My chair is uncomfortable and my lunch isn’t that great. With several nice sights out the window, I lean over and look at the women out there as prospective lovers. Should I go down there? Find where one works? Where she lives? Then, one night, find her in between those two places?

Men and women are walking back and forth, treating the warm afternoon street like a singles bar. Women dress like whores and take offense when men stare at them. Men dress like pimps and take offense when nobody notices. I use the two-inch knife to cut into my apple, small drops of juice spraying out. I slice it into sections. I’m chewing them while picking a target. My mouth waters before taking each bite.

Of course, I can’t go down there. I have other things to do now, a new hobby. What sort of guy would I be if I picked up a new hobby and dumped it after only an hour? I’d be a loser. The sort of guy who can’t finish what he starts. And that’s not me. I didn’t get to where I am by never finishing anything.

My thoughts are interrupted by a knock on my door. Nobody ever comes here while I’m eating lunch, and for the briefest of moments I’m sure the police are going to burst in and arrest me. I start to reach for my briefcase. A moment later the door swings open and Sally is standing there, making me think I need to put a lock on that door.

“Hi, Joe.”

I lean back. “Hi, Sally.”

“How’s the apple? Is it nice?”

“It’s nice,” I say, though I’m quickly losing my appetite now. I jam a slice of it in my mouth so I don’t have to make more conversation. What in the hell could she want?

“I made you a tuna sandwich,” she says, closing the door behind her and heading over to my bench. My office has only one seat and I’m in it. I don’t offer it to her because I don’t want her to stay. I take the tuna sandwich from her and smile at her, showing my fake gratitude along with a mouthful of apple. She offers me the kind of smile that suggests she would sleep with me if only, please God, if only he would ask. But I’m not going to ask. Her tuna sandwiches are always pretty good, but not that good. I swallow my piece of apple and take a huge bite of tuna and bread.

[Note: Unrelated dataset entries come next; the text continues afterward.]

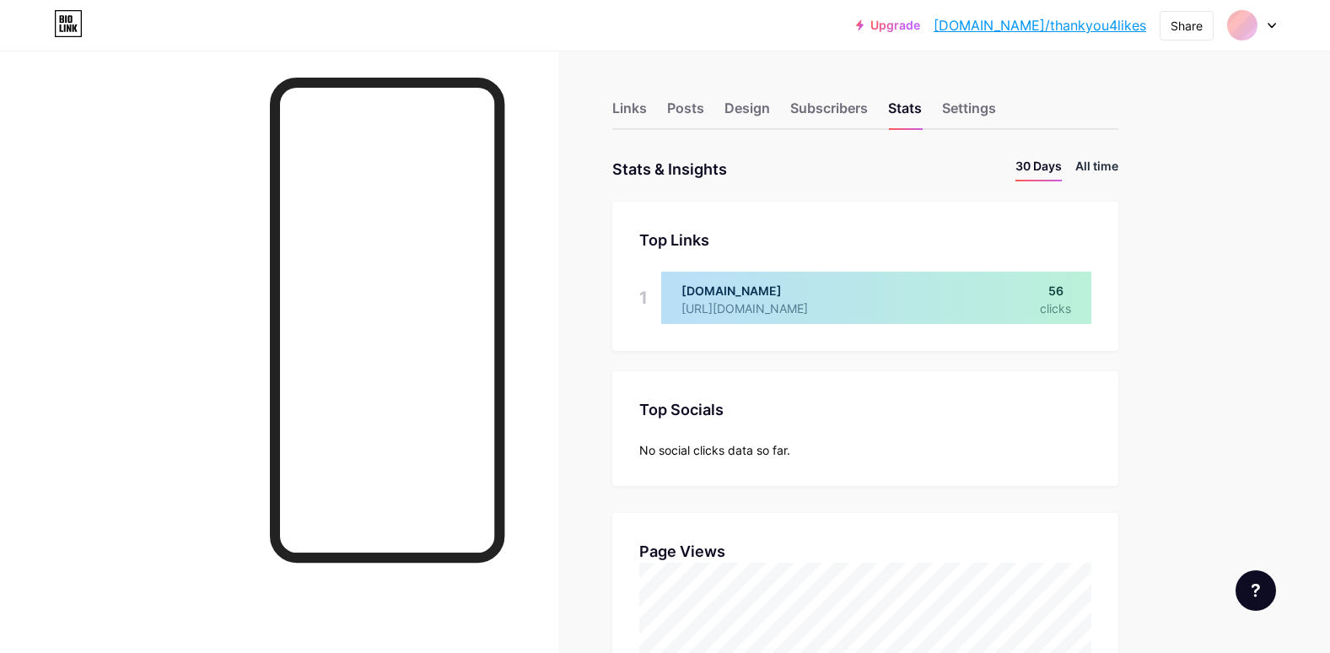 The width and height of the screenshot is (1330, 653). Describe the element at coordinates (969, 113) in the screenshot. I see `div: Settings` at that location.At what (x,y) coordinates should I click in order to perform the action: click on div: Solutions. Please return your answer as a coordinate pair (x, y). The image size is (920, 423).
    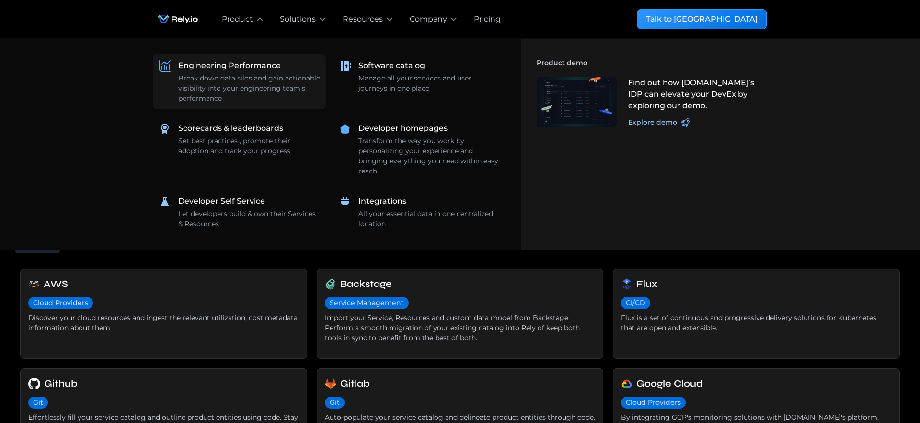
    Looking at the image, I should click on (298, 19). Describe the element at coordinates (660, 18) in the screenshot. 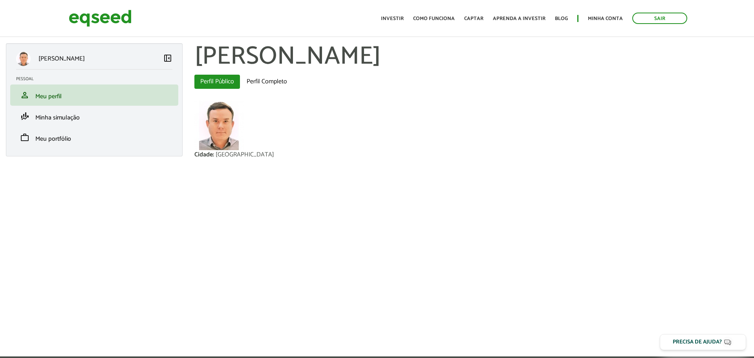

I see `a: Sair` at that location.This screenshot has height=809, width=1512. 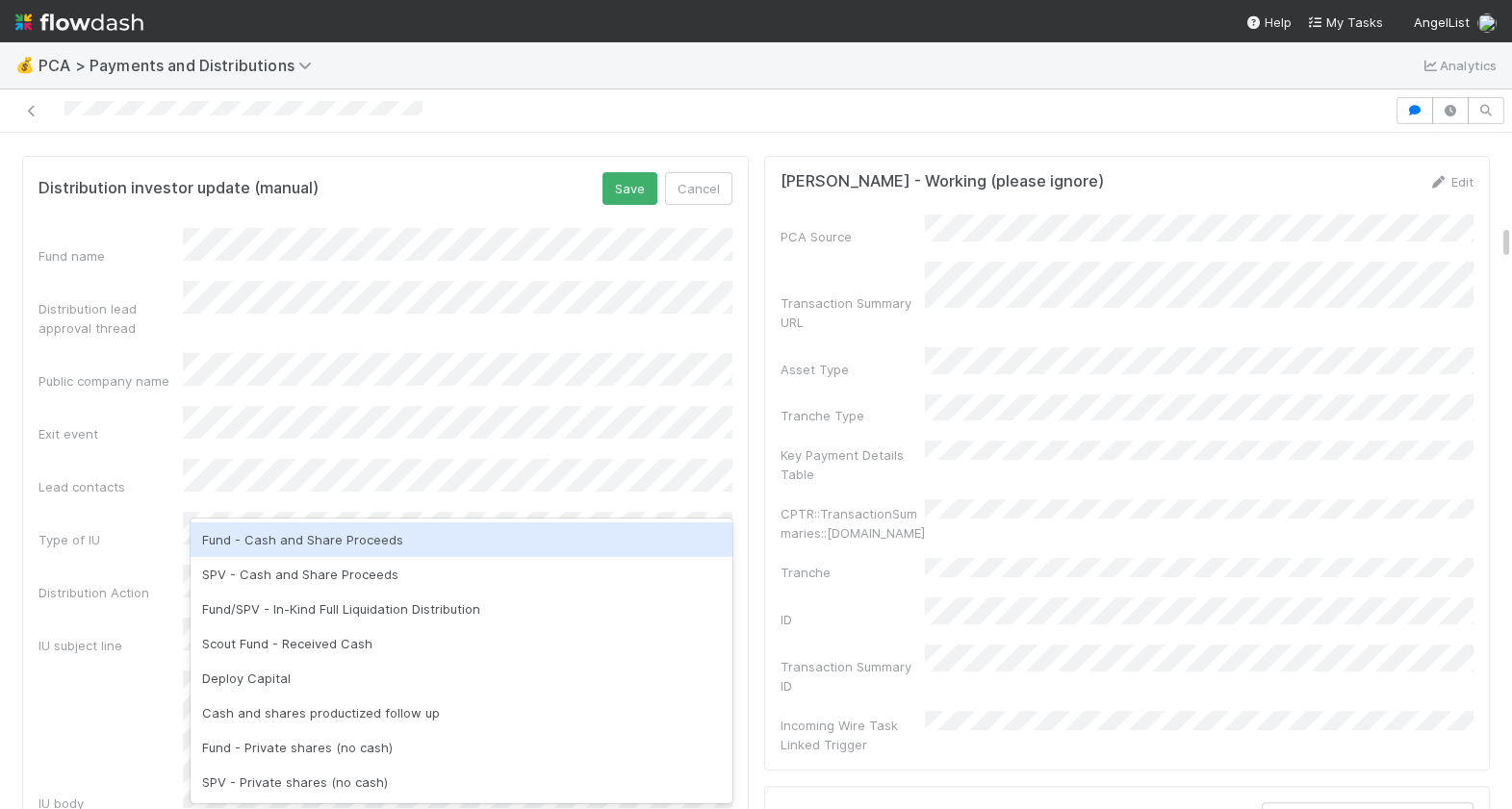 I want to click on div: Type of IU, so click(x=111, y=540).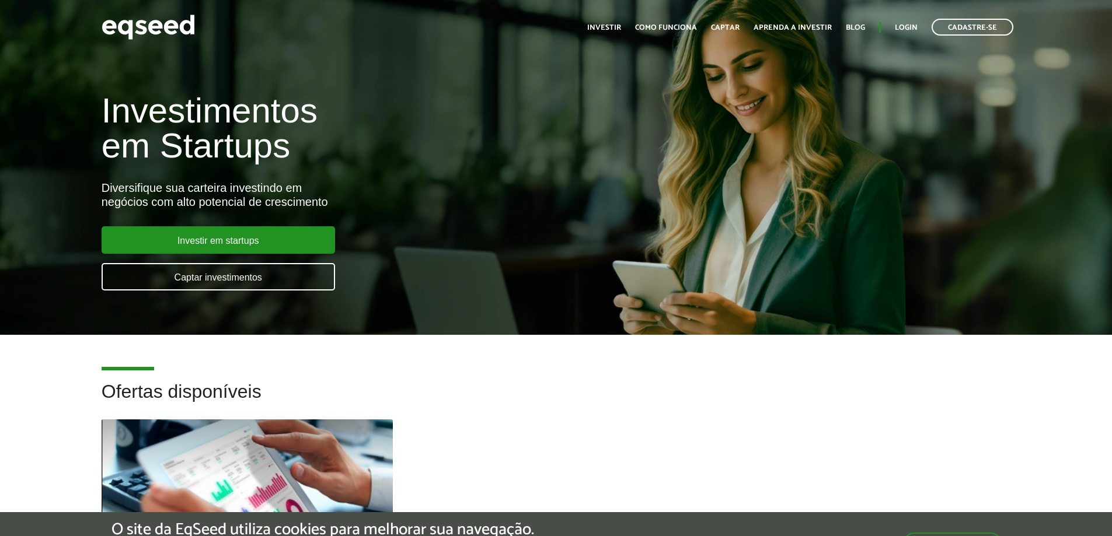  Describe the element at coordinates (855, 27) in the screenshot. I see `a: Blog` at that location.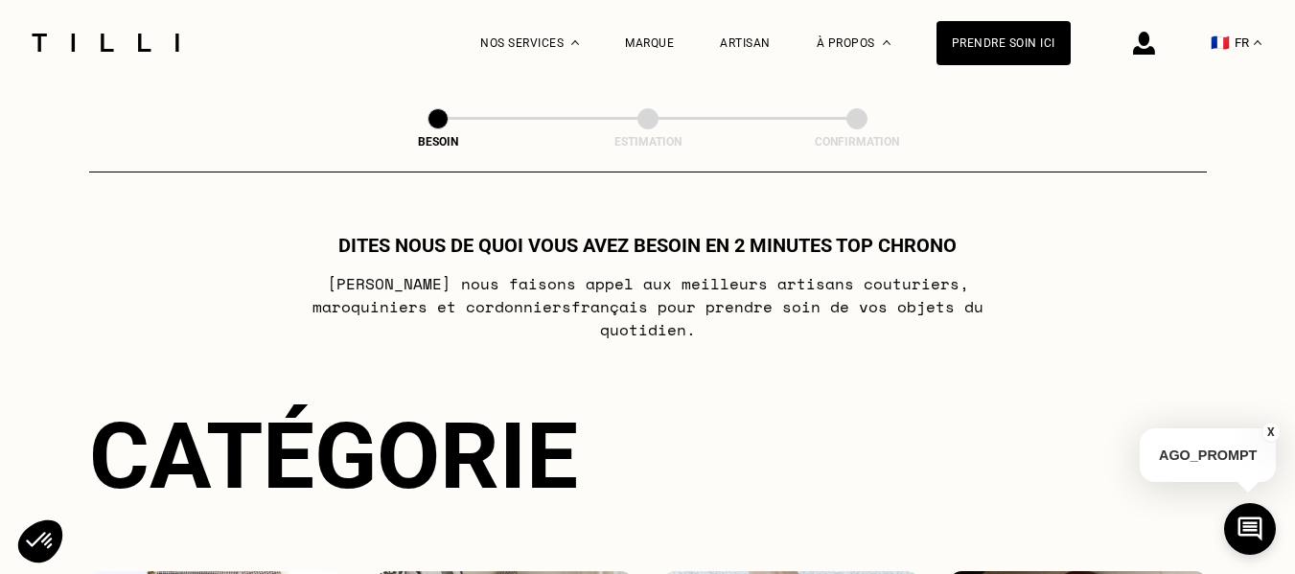 The height and width of the screenshot is (574, 1295). I want to click on a: Prendre soin ici, so click(1003, 43).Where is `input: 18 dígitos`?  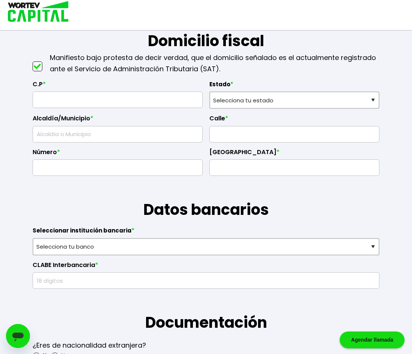
input: 18 dígitos is located at coordinates (206, 280).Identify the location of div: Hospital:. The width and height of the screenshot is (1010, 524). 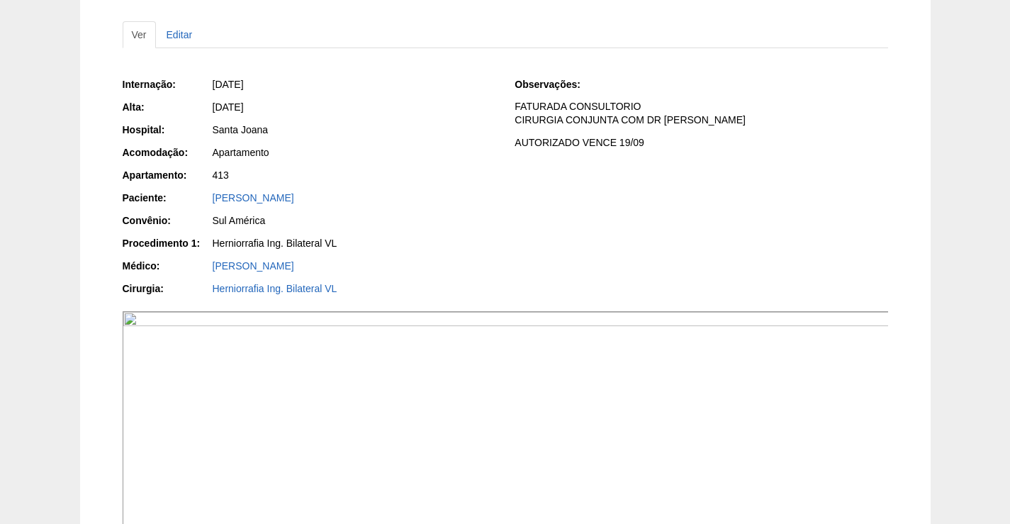
(167, 130).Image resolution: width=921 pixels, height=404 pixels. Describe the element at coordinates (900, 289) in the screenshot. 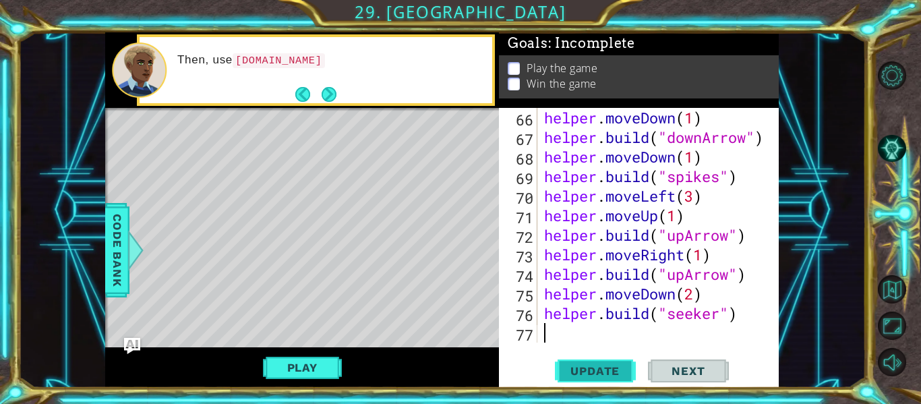

I see `a: Back to Map` at that location.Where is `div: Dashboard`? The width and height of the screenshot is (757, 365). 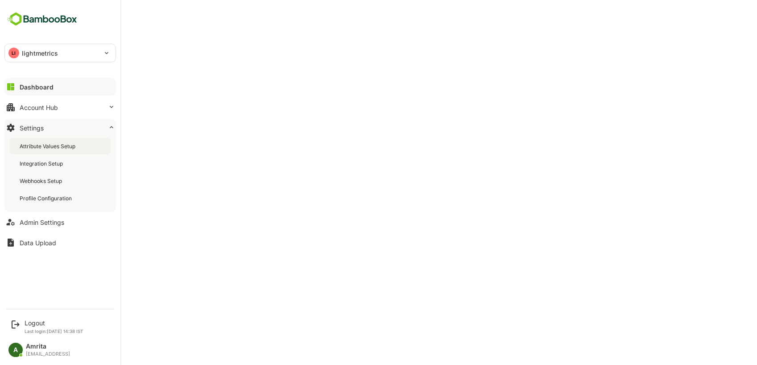 div: Dashboard is located at coordinates (37, 87).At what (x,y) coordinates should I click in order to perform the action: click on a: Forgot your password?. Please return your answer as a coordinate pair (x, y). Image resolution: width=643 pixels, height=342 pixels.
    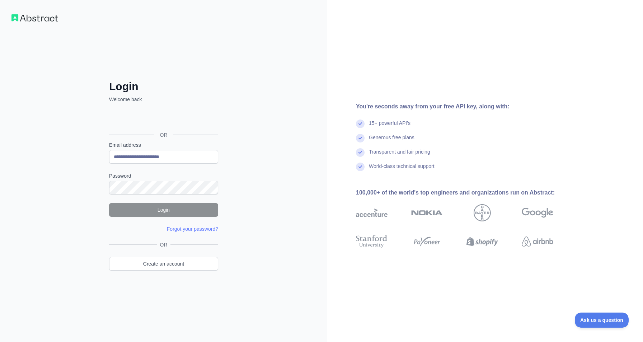
    Looking at the image, I should click on (192, 229).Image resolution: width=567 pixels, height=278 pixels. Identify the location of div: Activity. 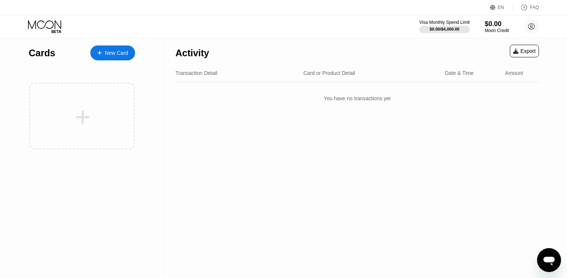
(192, 53).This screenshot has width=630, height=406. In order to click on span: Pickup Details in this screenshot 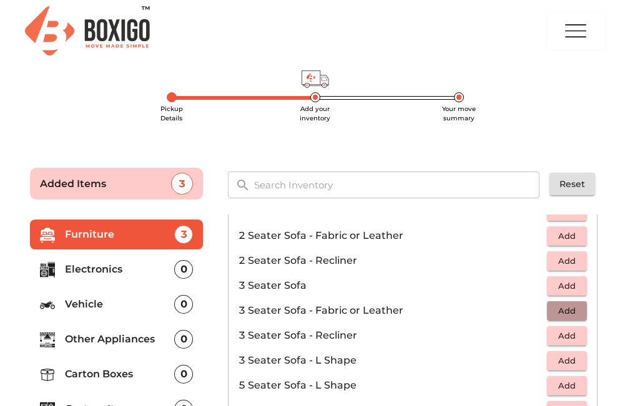, I will do `click(172, 114)`. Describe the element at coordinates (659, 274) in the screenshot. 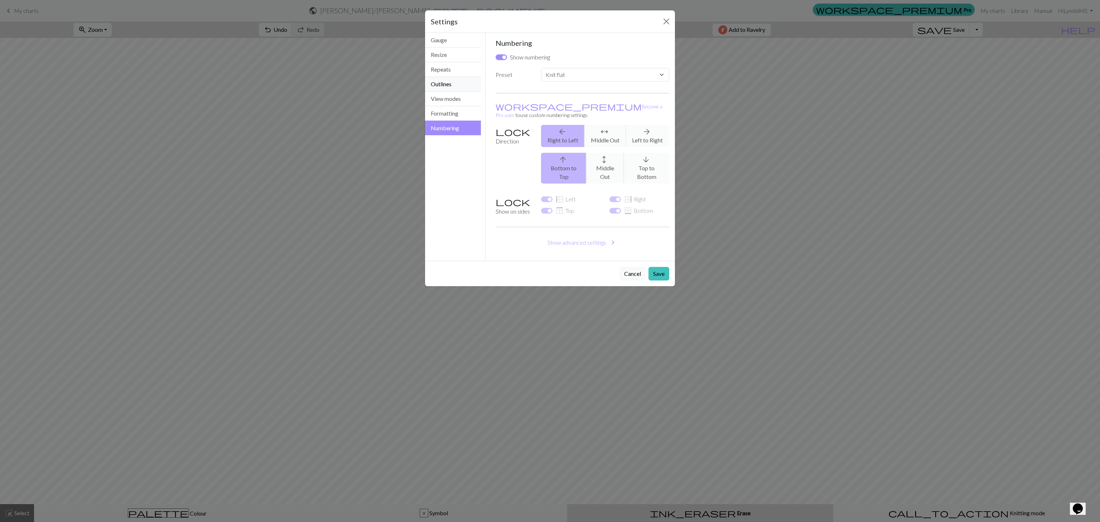

I see `button: Save` at that location.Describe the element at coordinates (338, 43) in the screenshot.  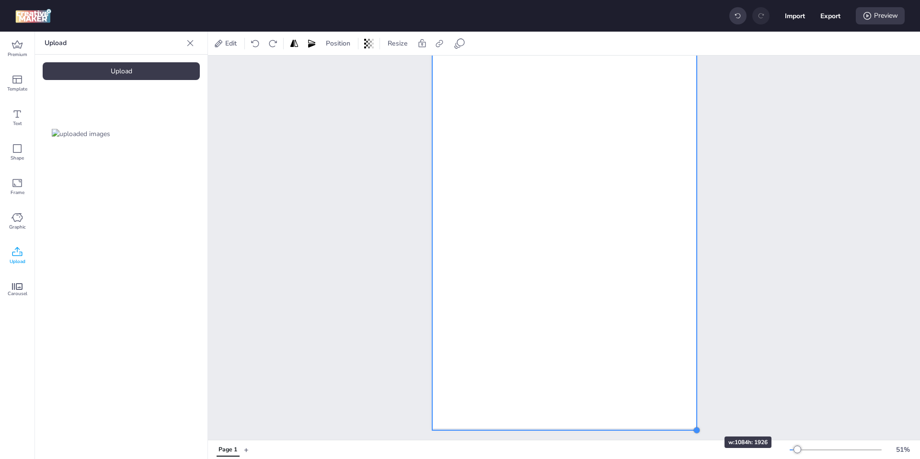
I see `span: Position` at that location.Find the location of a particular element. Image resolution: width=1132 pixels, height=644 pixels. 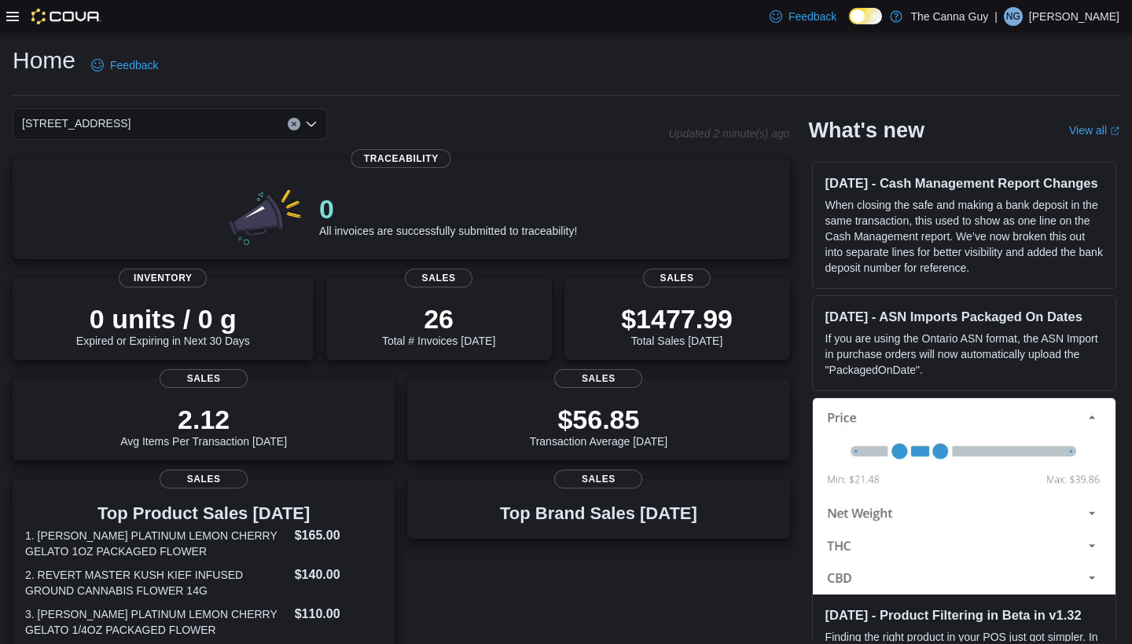

input: Dark Mode is located at coordinates (865, 16).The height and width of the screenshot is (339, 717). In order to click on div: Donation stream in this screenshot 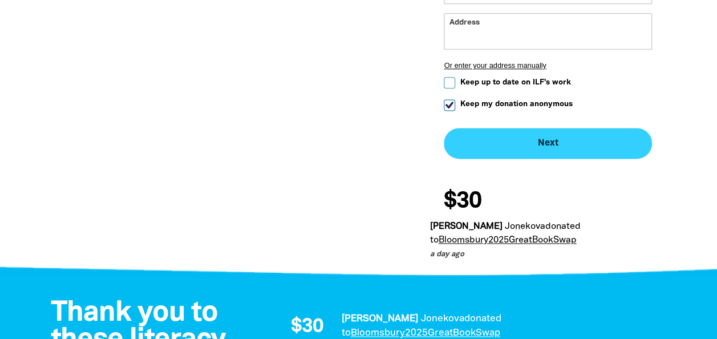, I will do `click(547, 221)`. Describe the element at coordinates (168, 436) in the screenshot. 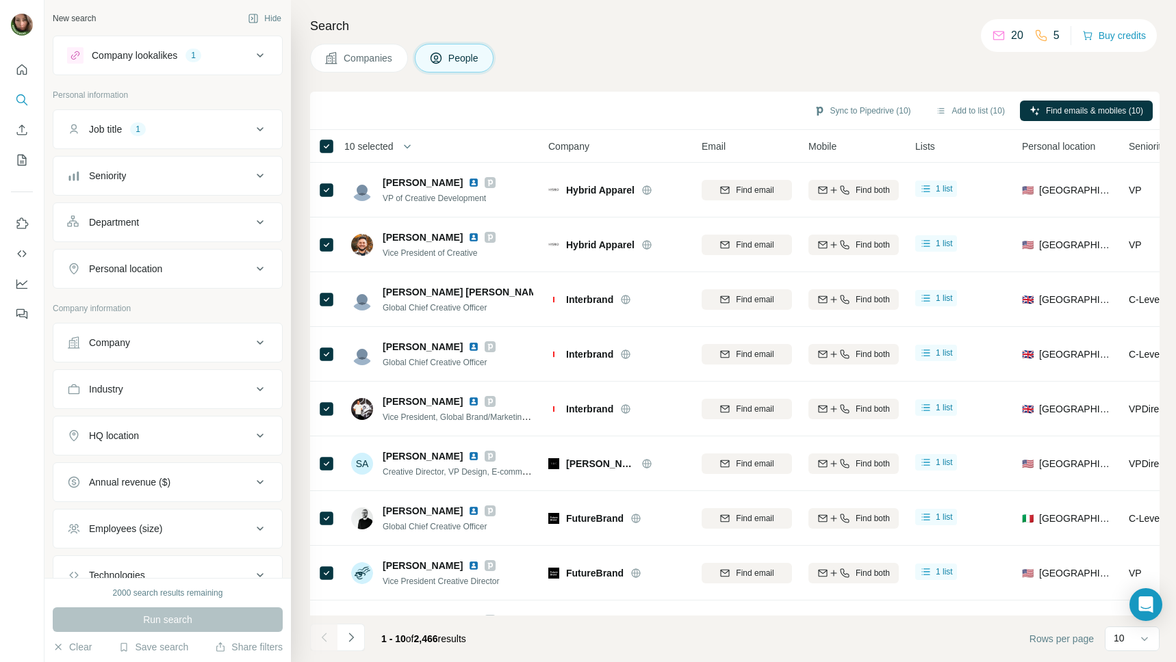

I see `button: HQ location` at that location.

“Yummy,” I say, making an effort to have crumbs spill from my mouth. Just because Sally is an idiot doesn’t mean I can drop the Slow Joe act around her. I can never, never let anybody-not even Fat Sally-get an idea just how intelligent I really am.

Sally leans against the bench and looks down at me as she takes a bite out of an identical sandwich. I guess that means she’s planning on hanging out here for a bit. She keeps smiling at me as she chews. Crumbs don’t fall out of her mouth, but if they did it might help her lose a bit of weight. I can’t remember ever seeing her without that stupid grin on her face. She talks to me as I eat my lunch. Tells me stuff about her mom and dad, about her brother. She tells me it’s his birthday today, but I don’t bother asking how old he is. She tells me anyway.

“Twenty-one.”

“You doing anything to celebrate?” I ask, since it’s expected of me.

She starts to say something, then pauses, and I realize she’s going through one of her simple/special people routines where she has to think things through, starting with whether or not she even has a brother, and if he really is twenty-one today. Women may be from Venus, but nobody knows where the hell people like Sally come from.

“We’re just having a simple thing at home,” she says, sounding sad, and I guess I’d be sounding sad too if I had to have a simple family celebration at home. She reaches for the crucifix hanging from her neck. I’ve always found it ironic that retarded people can not only believe in God, but think He’s a pretty good guy. The crucifix has one of those bulky soldered-on metal figures of Jesus, and this Jesus looks to be in pain-not because he’s been crucified, but because his head is permanently cast downward forcing him to look down Sally’s top.